One porch game was golf, where a complete 18-hole course would be laid out with rolled clay on the concrete floor with tinker toy clubs and marble golf balls. More sedate was the construction of a covered maze made up of leftover tiny bathroom tiles. Each contestant caught their own roly-poly, inserted it into the maze, and timed it to the exit, fastest time wins.
Summer was filled with card and board games. We discovered Clue and couldn’t afford to buy it, so we made the entire set out of cardboard, paper, and leftover pieces of other games. It didn’t occur to us not to play Clue just because we didn’t own the game.
Indoor versions of tag included Sardines, where IT hid somewhere in the house. The non-IT’s would search him out, and when discovered instead of becoming IT right away, would quietly slip into the hiding place, followed by the others until only one person was left searching the house for the hiding place containing everyone else. Another version was to hide an alarm clock set for five minutes. All the non-IT’s would place themselves strategically around the house to be the first to find the clock when it went off and be the next to hide it.
The one game we could only play when the parents were away was rosary tag.
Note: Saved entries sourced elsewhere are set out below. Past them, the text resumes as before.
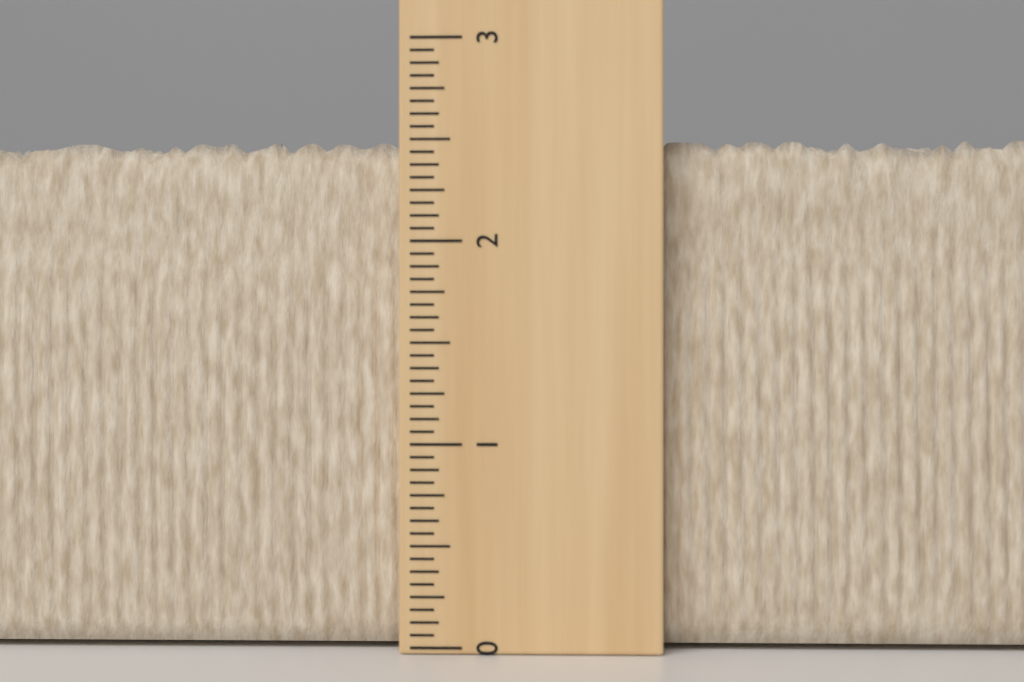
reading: 2.5000 (no unit)
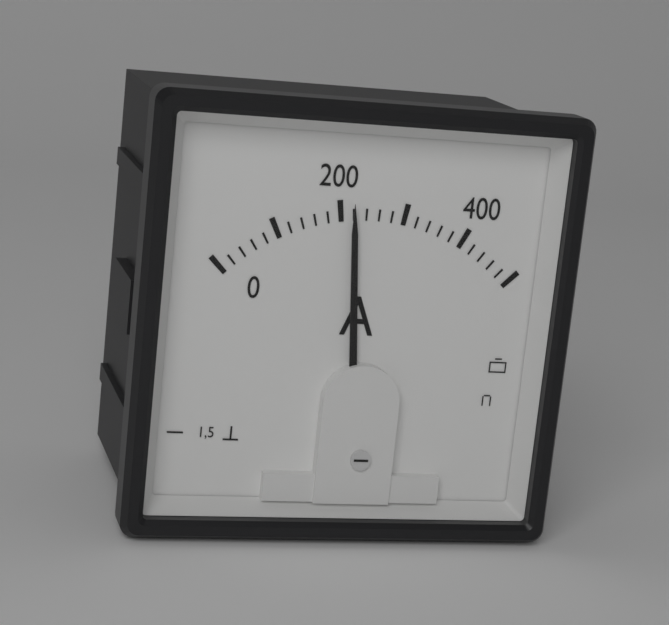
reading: 220 A
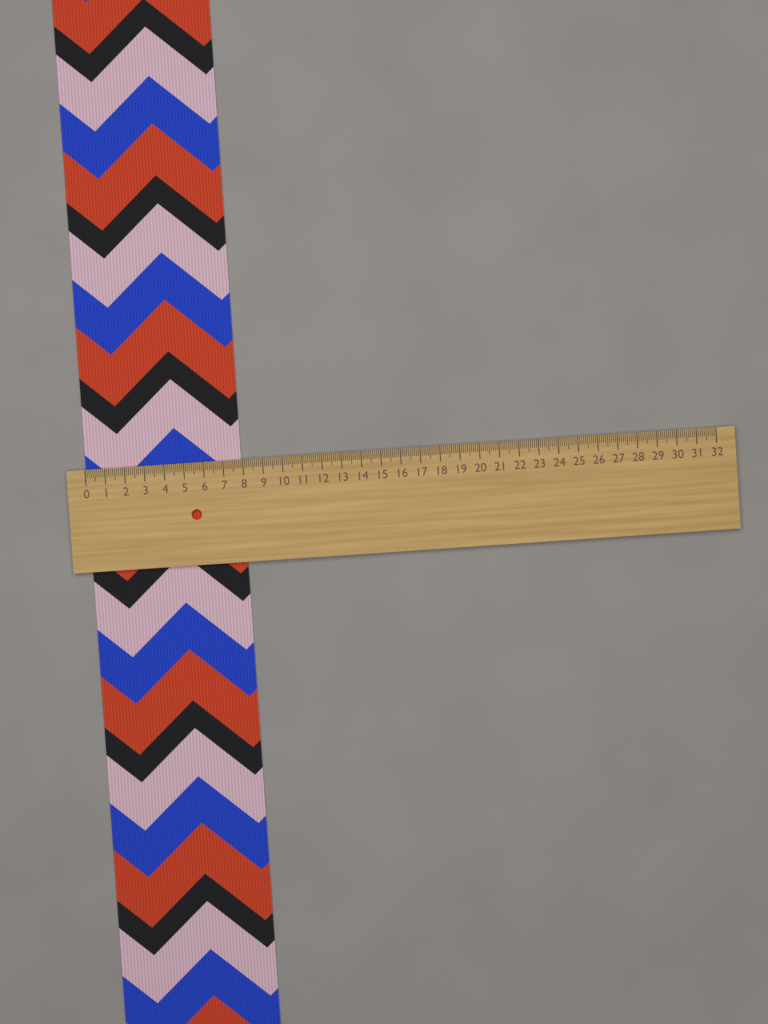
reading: 7.9 (no unit)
We pulled out the two double beds in my little sisters’ bedroom to make a figure-eight racecourse, and then made the room completely dark. IT wore a glow-in-the-dark rosary around their neck as we all crawled around the beds and through the closets to avoid being tagged. A little sacrilegious I guess, but great fun.
Later in my life I heard someone at the Air Force Academy say, “Give a cadet a rock and a piece of string and he’ll make a game out of it.” I realized then that I had been well prepared.